Otherwise your requests will go through the file:// protocol which doesn't support Ajax.

1 Comment

The table.html file will be uploaded to a "server"..it's actually shared storage. As far as Ajax goes..that's new to me. If you have any helpful links could you comment them? I will go looking.
0

You can try looking into FileReader: https://developer.mozilla.org/en-US/docs/Web/API/FileReader

The FileReader object lets web applications asynchronously read the contents of files (or raw data buffers) stored on the user's computer

I've never personally gotten it to work properly, but it's supposed to be able to allow this sort of thing.

1 Comment

Thanks, I will look into that..although it looks as though FileReader will have to be installed on the client PC. i don't have those privileges.
0

Try with XMLHttpRequest or ActiveXObject in IE 5 or IE 6.

Here you can find an explanation:

http://www.w3schools.com/xml/xml_http.asp

Or try this example:

http://www.w3schools.com/ajax/tryit.asp?filename=tryajax_first

1 Comment

My superior uses Firefox exclusively..and he hates IE. So, I have to bend to his likes, you know? Thanks for the answer though!
0

It sounds like you just want to get the contents of a static file from your server; is that right? If that's what you need to do, you're in luck. That's very easy.
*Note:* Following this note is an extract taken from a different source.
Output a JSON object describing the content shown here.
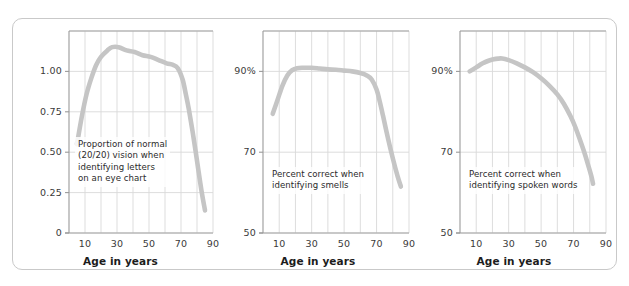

load('textTable.txt', function(err, text) {
    buildTable(text);
});

function load(url, callback) {  
    var xhr = new XMLHttpRequest();  

    xhr.onreadystatechange = function() {
        if (xhr.readyState < 4) return;

        if (xhr.status !== 200) {  
            return callback('HTTP Status ' + xhr.status);
        }  

        if (xhr.readyState === 4) {  
            callback(null, xhr.responseText);  
        }             
    };

    xhr.open('GET', url, true);  
    xhr.send('');  
}

If you go with qwest, it'll look something like this:

qwest.get('textTable.txt').success(function(text) {
    buildTable(text);
});

With jQuery:

jQuery.get('textTable.txt', function(text) {
    buildTable(text);
});

6 Comments

I don't think he has a server, just a static page.
@AwakeZoldiek A static page on the server. as he mentioned.
Thanks for posting the code, but isn't XMLHttpRequest() only available on IE?
@Jacob-IT Nope, it works in all modern browsers. I wouldn't use this too-simple example code in real life. Look at github.com/pyrsmk/qwest. It will handle errors much better and work in all browsers.
@Jacob-IT Is that what you needed to do? Does this work for you?